Last night Ice-Pick Lodge revealed a new collection of screenshots for their HD remake of the wonderful, bizarre and previously very broken Pathologic [official site]. Looking at them, I found I was bursting with questions, so I asked them. Ice-Pick’s Alexandra Golubeva replied, in splendid detail. Below you can find out how there came to be two remakes at once – a complete rebuild and reimagining of the game and an updated-but-preserved version of the original – plus what new directions this reimagining will take, and how they’re inventing brand new ways to tell those old stories. (Click on the pics to see the new screens all bigger.)

Those boisterous Beastmen are now stomping around in Total Warhammer [official site], thanks to today’s release of the ‘Call of the Beastmen’ expansion. It’ll cost you 14 to play as that horny rabble yourself but, even if not, they can now appear as opponents in the Grand Campaign. A fairly big free update has launched alongside the expansion, also bringing oodles of fixes and tweaks, drafting the Amber Wizard hero unit for the Empire, adding new multiplayer maps, and more. But back to the Beastmen: here, you can watch a bit of them in action.

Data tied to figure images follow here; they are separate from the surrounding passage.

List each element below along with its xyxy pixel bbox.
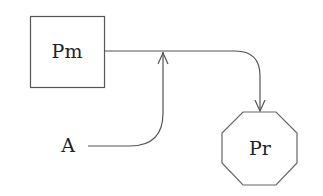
edge-a-to-junction [88,52,168,146]
diagram-canvas: Pm Pr A [0,0,323,196]
node-pr-label: Pr [249,137,272,159]
node-pm-label: Pm [52,40,83,62]
node-a: A [60,134,75,156]
edge-pm-to-pr [104,51,265,111]
node-a-label: A [60,134,75,156]
node-pm: Pm [31,17,105,88]
node-pr: Pr [222,112,297,185]
edge-line [88,52,163,146]
edge-line [104,51,260,111]
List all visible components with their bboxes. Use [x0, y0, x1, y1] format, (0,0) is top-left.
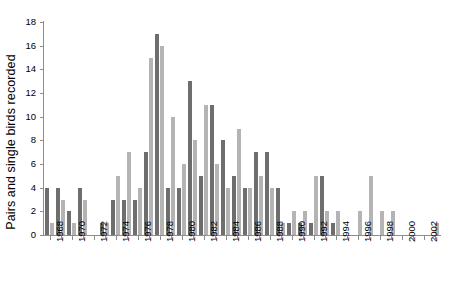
x-axis-tick-mark	[314, 236, 315, 240]
x-axis-tick-label: 1998	[384, 221, 395, 242]
x-axis-tick-mark	[215, 236, 216, 240]
x-axis-tick-mark	[248, 236, 249, 240]
x-axis-tick-mark	[182, 236, 183, 240]
y-axis-tick-label: 0	[31, 228, 36, 242]
x-axis-tick-label: 1994	[340, 221, 351, 242]
x-axis-tick-label: 1970	[76, 221, 87, 242]
x-axis-tick-label: 1968	[54, 221, 65, 242]
y-axis-tick-label: 18	[25, 15, 36, 29]
bar-chart-figure: Pairs and single birds recorded 02468101…	[0, 0, 452, 284]
x-axis-tick-mark	[83, 236, 84, 240]
x-axis-tick-mark	[116, 236, 117, 240]
y-axis-tick-label: 14	[25, 62, 36, 76]
y-axis-title: Pairs and single birds recorded	[0, 0, 22, 284]
x-axis-tick-mark	[402, 236, 403, 240]
x-axis-tick-label: 1978	[164, 221, 175, 242]
x-axis-tick-label: 1990	[296, 221, 307, 242]
y-axis-tick-label: 8	[31, 133, 36, 147]
bar-single-birds-1978	[160, 46, 165, 235]
y-axis-tick-label: 6	[31, 157, 36, 171]
x-axis-tick-mark	[380, 236, 381, 240]
x-axis-tick-mark	[369, 236, 370, 240]
x-axis-tick-mark	[105, 236, 106, 240]
plot-area	[44, 22, 440, 235]
x-axis-tick-mark	[303, 236, 304, 240]
x-axis-tick-label: 1980	[186, 221, 197, 242]
x-axis-tick-mark	[325, 236, 326, 240]
x-axis-tick-label: 1988	[274, 221, 285, 242]
x-axis-tick-label: 1976	[142, 221, 153, 242]
x-axis-tick-mark	[72, 236, 73, 240]
x-axis-tick-mark	[94, 236, 95, 240]
y-axis-tick-label: 12	[25, 86, 36, 100]
x-axis-tick-mark	[204, 236, 205, 240]
x-axis-tick-mark	[138, 236, 139, 240]
x-axis-tick-mark	[424, 236, 425, 240]
x-axis-tick-mark	[61, 236, 62, 240]
y-axis-tick-label: 2	[31, 204, 36, 218]
x-axis-tick-mark	[336, 236, 337, 240]
y-axis-tick-label: 10	[25, 110, 36, 124]
x-axis-tick-mark	[259, 236, 260, 240]
x-axis-tick-mark	[270, 236, 271, 240]
x-axis-tick-label: 1974	[120, 221, 131, 242]
x-axis-tick-label: 1982	[208, 221, 219, 242]
x-axis-tick-mark	[226, 236, 227, 240]
x-axis-tick-label: 1986	[252, 221, 263, 242]
y-axis-tick-label: 16	[25, 39, 36, 53]
x-axis-tick-mark	[292, 236, 293, 240]
x-axis-tick-label: 1972	[98, 221, 109, 242]
x-axis-tick-mark	[127, 236, 128, 240]
x-axis-tick-mark	[347, 236, 348, 240]
bar-single-birds-1982	[204, 105, 209, 235]
x-axis-tick-mark	[391, 236, 392, 240]
x-axis-tick-label: 1996	[362, 221, 373, 242]
x-axis-tick-mark	[50, 236, 51, 240]
x-axis-tick-label: 2002	[428, 221, 439, 242]
bar-single-birds-1979	[171, 117, 176, 235]
x-axis-tick-mark	[413, 236, 414, 240]
x-axis-tick-mark	[435, 236, 436, 240]
y-axis-tick-label: 4	[31, 181, 36, 195]
x-axis-tick-mark	[358, 236, 359, 240]
x-axis-tick-label: 1992	[318, 221, 329, 242]
x-axis-tick-label: 1984	[230, 221, 241, 242]
x-axis-tick-mark	[193, 236, 194, 240]
x-axis-tick-mark	[237, 236, 238, 240]
y-axis-tick-mark	[40, 235, 44, 236]
bar-single-birds-1985	[237, 129, 242, 236]
x-axis-tick-mark	[149, 236, 150, 240]
x-axis-tick-label: 2000	[406, 221, 417, 242]
x-axis-tick-mark	[171, 236, 172, 240]
bar-single-birds-1977	[149, 58, 154, 236]
x-axis-tick-mark	[281, 236, 282, 240]
x-axis-tick-mark	[160, 236, 161, 240]
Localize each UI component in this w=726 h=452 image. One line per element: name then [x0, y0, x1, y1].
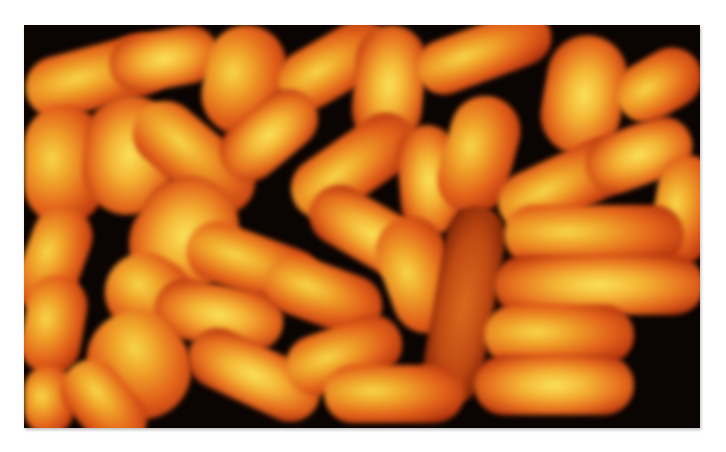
- bacterium-cell: [474, 355, 634, 415]
- bacterium-cell: [409, 25, 559, 102]
- bacteria-micrograph: [24, 25, 700, 428]
- bacterium-cell: [324, 365, 464, 423]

Have You Played? is an endless stream of game retrospectives. One a day, every day of the year, perhaps for all time.>
Supercars International, the DOS version of Amiga hit Super Cars II, was and is worth playing for one reason: there’s a train rushing across one of the tracks and it will crush the crap out of any car that gets in its way.

2010’s Apocalyptic (that’s with a capital A) hack ‘n’ slash Darksiders [official site] is being revamped for a prettied-up re-release, like its sequel already has. And like the sequel with its ‘Deathinitive Edition’ subtitle, Darksiders is picking up a dreadful title: the Warmastered Edition. Like ‘remastered’, yeah? But War because the game’s about that surly fella out the Four Horseman? The preponderance of puns is the surest sign of the impending end times, if you ask me. But this surely brings us closer to a Darksiders III?

The biggest event on the Dota 2 [official site] calendar is almost upon us, The International. Valve’s huge tournament starts on August 3rd, hosted in Seattle as ever, but folks at home can now join in the fun too. The International Compendium update is now live, with packs of virtua Dota Top Trumps cards to collect, swap, and put into fantasy challenge sorts of… look, it’s all complicated. I’ll explain. But most exciting is the launch of the Dota 2 VR Hub, a way to watch matches in cyberspace which I assume lets you nestle between Tidehunter’s legs like he’s a big salty armchair.

Remember how angry I got while building a chair in Ikea-esque furniture build-em-up Home Improvisation [official site] while it was in Early Access? Well, the game is launching its Full Normal Regular Access version (technical term) and has been reworked in ways that will ALLEGEDLY make me far less angry and obsessed with building and rebuilding the same hell chair for a week.

Don’t take my slight sadness at No Man’s Sky being released as a sign I’ve made up my mind about it. I haven’t played the procedural space-‘em-up and so my mind is still wide open. I keep watching these trailers for a hint at whether it could be great and the latest and last, titled “Survive”, is below.

I’m going to admit something to you. It’s that I initially skipped over the press emails for Okhlos [official site] because from the name I thought it might be a new low fat yoghurt*.
BUT! It’s a videogame! About an Ancient Greek mob trying to overthrow the awful gods of yore! And which now has a release date of 18 August! And is definitely not a yoghurt!

The first piece of interactive fiction I ever played was Infocom’s locked-room murder mystery Deadline. With a plot that turned on embezzlement and unfaithfulness, not to mention a fiendishly unforgiving set of scheduling puzzles, this is not the game I myself would recommend for a six-year-old. But I suppose my parents figured it wouldn’t do me any harm, and it left me with a long-term affection for interactive mysteries.
The mystery is a natural fit for interactive fiction. The player has a clear goal. The focus of the story is usually firmly on past rather than present events. Locks, ciphers, and other standard puzzles feel at home in the genre. So many classic mysteries are essentially logic problems in fancy dress, so it’s not a great stretch to do the same thing in game form. (In fact, here’s Mattie Brice on why murder mystery writing can teach us about narrative game design in general.)
So if you have a taste for classic whodunnit genres rendered interactive, here are some highlights dating from 1995 to 2016.

The fab time-travelling teen drama Life Is Strange [official site] is to become a live-action television series, Square Enix announced today. Or whatever it is we’re supposed to call television shows made for cybernet screens. A “digital series”, they say. Netflix or something, perhaps? We don’t know who what where when – or why, really – but we do know Squeenix have partnered with Legendary’s Digital Studios arm for it.